Secret war is anathema to free government. Period [Y]ou cannot make the argument that secret wars conducted by the Executive are consonant with constitutional government, because they are not, and they never will be.
On this point, Pierce is spot on. How are the American people expected to properly assess their governments foreign policy if they are kept in the dark? The short answer is they’re not supposed to make a proper assessment. The political elite want people ignorant, or at least misinformed, and hopefully blissful.
This way, the elite can continue to plunder at home and abroad and not have to worry about being called to account for their transgressions. This explains the governments growing obsession with secrecy. As Noam Chomsky said, one of the major reasons for government secrecy is to protect the government from its own population.
Since 1941, the American people have been subjected to one scare after another, all of them being largely contrived or exaggerated for the benefit of the warfare state and its corporate beneficiaries. This perpetual state of war has also led to the creation of national-security bureaucracies that have undermined civil liberties and created a cult of secrecy that makes it virtually impossible for the public to hold government officials accountable.

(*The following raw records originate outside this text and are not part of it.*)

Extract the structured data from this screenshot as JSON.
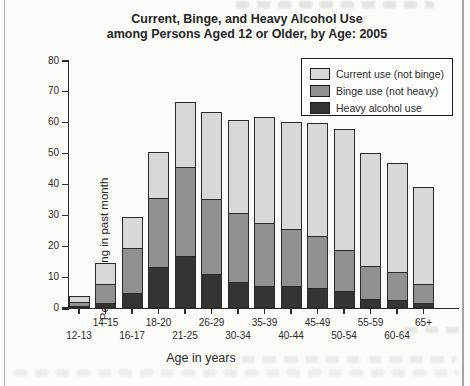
{
  "title": {
    "line1": "Current, Binge, and Heavy Alcohol Use",
    "line2": "among Persons Aged 12 or Older, by Age: 2005"
  },
  "chart_data": {
    "type": "bar",
    "stacked": true,
    "title": "Current, Binge, and Heavy Alcohol Use among Persons Aged 12 or Older, by Age: 2005",
    "xlabel": "Age in years",
    "ylabel": "Percent using in past month",
    "ylim": [
      0,
      80
    ],
    "yticks": [
      0,
      10,
      20,
      30,
      40,
      50,
      60,
      70,
      80
    ],
    "grid": false,
    "legend_position": "top-right",
    "categories": [
      "12-13",
      "14-15",
      "16-17",
      "18-20",
      "21-25",
      "26-29",
      "30-34",
      "35-39",
      "40-44",
      "45-49",
      "50-54",
      "55-59",
      "60-64",
      "65+"
    ],
    "series": [
      {
        "name": "Heavy alcohol use",
        "color": "#343430",
        "values": [
          0.3,
          1.7,
          5.0,
          13.3,
          17.0,
          11.0,
          8.5,
          7.0,
          7.0,
          6.5,
          5.5,
          3.0,
          2.5,
          1.5
        ]
      },
      {
        "name": "Binge use (not heavy)",
        "color": "#90908c",
        "values": [
          1.6,
          6.3,
          14.7,
          22.8,
          29.1,
          24.5,
          22.5,
          21.0,
          19.0,
          17.0,
          13.5,
          11.0,
          9.5,
          6.5
        ]
      },
      {
        "name": "Current use (not binge)",
        "color": "#d8d8d5",
        "values": [
          2.3,
          7.1,
          10.4,
          15.0,
          21.3,
          28.5,
          30.5,
          34.5,
          35.0,
          37.0,
          39.5,
          37.0,
          35.5,
          32.0
        ]
      }
    ],
    "totals": {
      "current_use_total": [
        4.2,
        15.1,
        30.1,
        51.1,
        67.4,
        64.0,
        61.5,
        62.5,
        61.0,
        60.5,
        58.5,
        51.0,
        47.5,
        40.0
      ],
      "binge_use_total": [
        1.9,
        8.0,
        19.7,
        36.1,
        46.1,
        35.5,
        31.0,
        28.0,
        26.0,
        23.5,
        19.0,
        14.0,
        12.0,
        8.0
      ],
      "heavy_use_total": [
        0.3,
        1.7,
        5.0,
        13.3,
        17.0,
        11.0,
        8.5,
        7.0,
        7.0,
        6.5,
        5.5,
        3.0,
        2.5,
        1.5
      ]
    },
    "legend_items": [
      "Current use (not binge)",
      "Binge use (not heavy)",
      "Heavy alcohol use"
    ]
  },
  "colors": {
    "current_not_binge": "#d8d8d5",
    "binge_not_heavy": "#90908c",
    "heavy": "#343430",
    "axis": "#2b2b2b",
    "page_background": "#fbfbf8"
  }
}
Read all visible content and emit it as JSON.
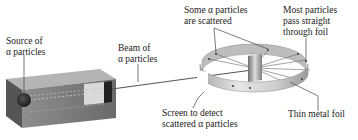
{
  "diagram": {
    "labels": {
      "source": [
        "Source of",
        "α particles"
      ],
      "beam": [
        "Beam of",
        "α particles"
      ],
      "scattered": [
        "Some α particles",
        "are scattered"
      ],
      "straight": [
        "Most particles",
        "pass straight",
        "through foil"
      ],
      "screen": [
        "Screen to detect",
        "scattered α particles"
      ],
      "foil": [
        "Thin metal foil"
      ]
    },
    "colors": {
      "box_front": "#7a7a7a",
      "box_top": "#b5b5b5",
      "box_side": "#3a3a3a",
      "ring": "#c8c8c8",
      "ring_dark": "#8a8a8a",
      "beam": "#555555",
      "leader": "#444444"
    }
  }
}
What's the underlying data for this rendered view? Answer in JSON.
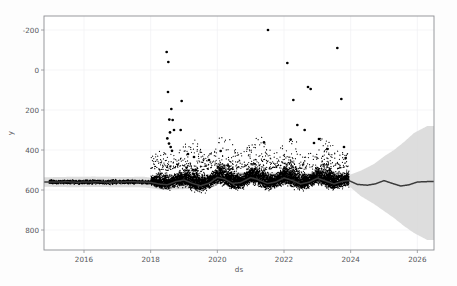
{
  "figure": {
    "background": "#fdfdfd",
    "plot_background": "#ffffff",
    "width": 457,
    "height": 286
  },
  "axes": {
    "x_label": "ds",
    "y_label": "y",
    "x_ticks": [
      "2016",
      "2018",
      "2020",
      "2022",
      "2024",
      "2026"
    ],
    "y_ticks": [
      "800",
      "600",
      "400",
      "200",
      "0",
      "-200"
    ]
  },
  "chart_data": {
    "type": "scatter",
    "title": "",
    "xlabel": "ds",
    "ylabel": "y",
    "xlim": [
      2014.8,
      2026.5
    ],
    "ylim": [
      -300,
      870
    ],
    "x_ticks": [
      2016,
      2018,
      2020,
      2022,
      2024,
      2026
    ],
    "y_ticks": [
      -200,
      0,
      200,
      400,
      600,
      800
    ],
    "grid": true,
    "legend": "none",
    "colors": {
      "observations": "#000000",
      "forecast_line": "#3b3b3b",
      "uncertainty_band": "#d7d7d7",
      "axis": "#8d8e92",
      "grid": "#f0f0f3",
      "text": "#55565b"
    },
    "series": [
      {
        "name": "observations (y)",
        "type": "scatter",
        "marker": "point",
        "color": "#000000",
        "x_range": [
          2014.95,
          2023.95
        ],
        "description": "Dense black scatter of daily observations; low-variance flat band near 40 from 2015 to 2018, then high-variance spread roughly 0-200 from 2018 to 2024 with seasonal humps and a long upper tail of outliers."
      },
      {
        "name": "yhat (forecast)",
        "type": "line",
        "color": "#3b3b3b",
        "x_range": [
          2014.95,
          2026.3
        ],
        "description": "Trend+seasonality line; ~40 flat 2015-2018, oscillating 20-70 with annual peaks 2018-2024, then forecast oscillating 15-50 to 2026."
      },
      {
        "name": "uncertainty interval",
        "type": "area",
        "color": "#d7d7d7",
        "x_range": [
          2014.95,
          2026.3
        ],
        "description": "Narrow band (+/-25) until 2024, then fans out to roughly +320 / -250 by 2026."
      }
    ],
    "trend_points": [
      {
        "x": 2014.95,
        "y": 40
      },
      {
        "x": 2015.2,
        "y": 40
      },
      {
        "x": 2015.5,
        "y": 41
      },
      {
        "x": 2015.8,
        "y": 39
      },
      {
        "x": 2016.1,
        "y": 40
      },
      {
        "x": 2016.4,
        "y": 41
      },
      {
        "x": 2016.7,
        "y": 39
      },
      {
        "x": 2017.0,
        "y": 40
      },
      {
        "x": 2017.4,
        "y": 41
      },
      {
        "x": 2017.8,
        "y": 40
      },
      {
        "x": 2018.0,
        "y": 38
      },
      {
        "x": 2018.25,
        "y": 30
      },
      {
        "x": 2018.5,
        "y": 26
      },
      {
        "x": 2018.75,
        "y": 42
      },
      {
        "x": 2019.0,
        "y": 50
      },
      {
        "x": 2019.25,
        "y": 33
      },
      {
        "x": 2019.5,
        "y": 21
      },
      {
        "x": 2019.75,
        "y": 34
      },
      {
        "x": 2020.0,
        "y": 63
      },
      {
        "x": 2020.2,
        "y": 56
      },
      {
        "x": 2020.45,
        "y": 33
      },
      {
        "x": 2020.7,
        "y": 37
      },
      {
        "x": 2021.0,
        "y": 62
      },
      {
        "x": 2021.2,
        "y": 53
      },
      {
        "x": 2021.5,
        "y": 32
      },
      {
        "x": 2021.75,
        "y": 40
      },
      {
        "x": 2022.0,
        "y": 61
      },
      {
        "x": 2022.25,
        "y": 48
      },
      {
        "x": 2022.5,
        "y": 30
      },
      {
        "x": 2022.75,
        "y": 39
      },
      {
        "x": 2023.0,
        "y": 59
      },
      {
        "x": 2023.25,
        "y": 45
      },
      {
        "x": 2023.5,
        "y": 30
      },
      {
        "x": 2023.75,
        "y": 43
      },
      {
        "x": 2023.95,
        "y": 47
      },
      {
        "x": 2024.2,
        "y": 28
      },
      {
        "x": 2024.5,
        "y": 24
      },
      {
        "x": 2024.75,
        "y": 31
      },
      {
        "x": 2025.0,
        "y": 47
      },
      {
        "x": 2025.25,
        "y": 33
      },
      {
        "x": 2025.5,
        "y": 20
      },
      {
        "x": 2025.75,
        "y": 26
      },
      {
        "x": 2026.0,
        "y": 40
      },
      {
        "x": 2026.3,
        "y": 42
      }
    ],
    "band_points": [
      {
        "x": 2014.95,
        "lo": 16,
        "hi": 64
      },
      {
        "x": 2015.6,
        "lo": 14,
        "hi": 66
      },
      {
        "x": 2016.3,
        "lo": 15,
        "hi": 67
      },
      {
        "x": 2017.0,
        "lo": 14,
        "hi": 65
      },
      {
        "x": 2017.8,
        "lo": 13,
        "hi": 66
      },
      {
        "x": 2018.4,
        "lo": 0,
        "hi": 55
      },
      {
        "x": 2019.2,
        "lo": 6,
        "hi": 60
      },
      {
        "x": 2020.0,
        "lo": 36,
        "hi": 90
      },
      {
        "x": 2021.0,
        "lo": 34,
        "hi": 88
      },
      {
        "x": 2022.0,
        "lo": 33,
        "hi": 87
      },
      {
        "x": 2023.0,
        "lo": 31,
        "hi": 86
      },
      {
        "x": 2023.95,
        "lo": 20,
        "hi": 74
      },
      {
        "x": 2024.3,
        "lo": -30,
        "hi": 96
      },
      {
        "x": 2024.7,
        "lo": -70,
        "hi": 130
      },
      {
        "x": 2025.0,
        "lo": -105,
        "hi": 168
      },
      {
        "x": 2025.3,
        "lo": -140,
        "hi": 200
      },
      {
        "x": 2025.6,
        "lo": -180,
        "hi": 240
      },
      {
        "x": 2025.9,
        "lo": -215,
        "hi": 285
      },
      {
        "x": 2026.3,
        "lo": -250,
        "hi": 320
      }
    ],
    "outliers": [
      {
        "x": 2018.48,
        "y": 690
      },
      {
        "x": 2018.53,
        "y": 640
      },
      {
        "x": 2018.52,
        "y": 490
      },
      {
        "x": 2018.62,
        "y": 405
      },
      {
        "x": 2018.66,
        "y": 350
      },
      {
        "x": 2018.56,
        "y": 352
      },
      {
        "x": 2018.7,
        "y": 300
      },
      {
        "x": 2018.58,
        "y": 288
      },
      {
        "x": 2018.5,
        "y": 258
      },
      {
        "x": 2018.55,
        "y": 232
      },
      {
        "x": 2018.6,
        "y": 215
      },
      {
        "x": 2018.64,
        "y": 196
      },
      {
        "x": 2018.93,
        "y": 445
      },
      {
        "x": 2018.9,
        "y": 300
      },
      {
        "x": 2019.12,
        "y": 180
      },
      {
        "x": 2019.3,
        "y": 165
      },
      {
        "x": 2019.75,
        "y": 150
      },
      {
        "x": 2020.1,
        "y": 195
      },
      {
        "x": 2021.52,
        "y": 800
      },
      {
        "x": 2022.1,
        "y": 635
      },
      {
        "x": 2023.6,
        "y": 710
      },
      {
        "x": 2022.72,
        "y": 515
      },
      {
        "x": 2022.8,
        "y": 505
      },
      {
        "x": 2022.28,
        "y": 450
      },
      {
        "x": 2023.72,
        "y": 455
      },
      {
        "x": 2022.4,
        "y": 325
      },
      {
        "x": 2022.62,
        "y": 300
      },
      {
        "x": 2022.2,
        "y": 252
      },
      {
        "x": 2023.05,
        "y": 255
      },
      {
        "x": 2022.9,
        "y": 235
      },
      {
        "x": 2023.8,
        "y": 215
      },
      {
        "x": 2021.4,
        "y": 238
      },
      {
        "x": 2023.3,
        "y": 205
      },
      {
        "x": 2023.85,
        "y": 160
      }
    ]
  }
}
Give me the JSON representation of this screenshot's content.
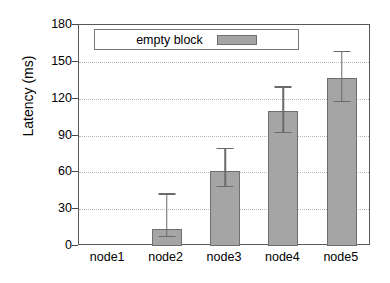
{
  "chart_data": {
    "type": "bar",
    "title": "",
    "xlabel": "",
    "ylabel": "Latency (ms)",
    "categories": [
      "node1",
      "node2",
      "node3",
      "node4",
      "node5"
    ],
    "values": [
      0,
      14,
      61,
      110,
      137
    ],
    "error_low": [
      0,
      7,
      48,
      92,
      117
    ],
    "error_high": [
      0,
      43,
      80,
      130,
      159
    ],
    "ylim": [
      0,
      180
    ],
    "yticks": [
      0,
      30,
      60,
      90,
      120,
      150,
      180
    ],
    "ytick_labels": [
      "0",
      "30",
      "60",
      "90",
      "120",
      "150",
      "180"
    ],
    "grid": "horizontal-dotted",
    "legend": {
      "position": "top-left-inside",
      "entries": [
        {
          "name": "empty block",
          "color": "#a5a5a5"
        }
      ]
    },
    "series": [
      {
        "name": "empty block",
        "values": [
          0,
          14,
          61,
          110,
          137
        ],
        "error_low": [
          0,
          7,
          48,
          92,
          117
        ],
        "error_high": [
          0,
          43,
          80,
          130,
          159
        ]
      }
    ],
    "colors": {
      "bar_fill": "#a5a5a5",
      "bar_border": "#6e6e6e",
      "axis": "#5a5a5a",
      "grid": "#b9b9b9",
      "text": "#000000"
    }
  }
}
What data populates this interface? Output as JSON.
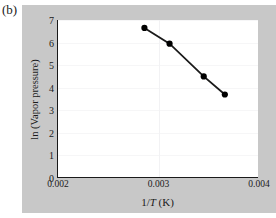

So with these presidential findings we have the Obama administrations vague admission that they are unleashing death and destruction in foreign countries on which there is no declared state of war. To the extent that these secret wars are discussed at all, it is usually done nonchalantly and with the presumption that they are a routine exercise of government power, like mail delivery or road maintenance.
The apparent comfort the mainstream media and the public have with these wars is a disturbing revelation of the country’s degraded political culture. Americans no longer seem to value limited government, nor do they demand the transparency which is so essential in minimizing government corruption and warding off tyranny.
It is difficult to see how these secret wars serve the long-term interests of the country, for they only add to the reputation of the United States as a rogue nation and work to further destabilize an international community already plagued by instability. Let us consider the words of the British historian Arnold Toynbee, as quoted in the New York Times of May 7, 1970:
To most Europeans, I guess, America now looks like the most dangerous country in the world. Since America is unquestionably the most powerful country, the transformation of America’s image within the last thirty years is very frightening for Europeans. It is probably still more frightening for the great majority of the human race who are neither Europeans nor North Americans, but are Latin Americans, Asians and Africans. They, I imagine, feel even more insecure than we feel. They feel that, at any moment, America may intervene in their internal affairs with the same appalling consequences as have followed from American intervention in Southeast Asia.
For the world as a whole, the CIA has now become the bogey that Communism has been for America. Wherever there is trouble, violence, suffering, tragedy, the rest of us are now quick to suspect the CIA had a hand in it. Our phobia about the CIA is, no doubt, as fantastically excessive as America’s phobia about world Communism; but in this case, too, there is just enough convincing evidence to make the phobia genuine. In fact, the roles of America and Russia have been reversed in the world’s eyes. Today America has become the world’s nightmare.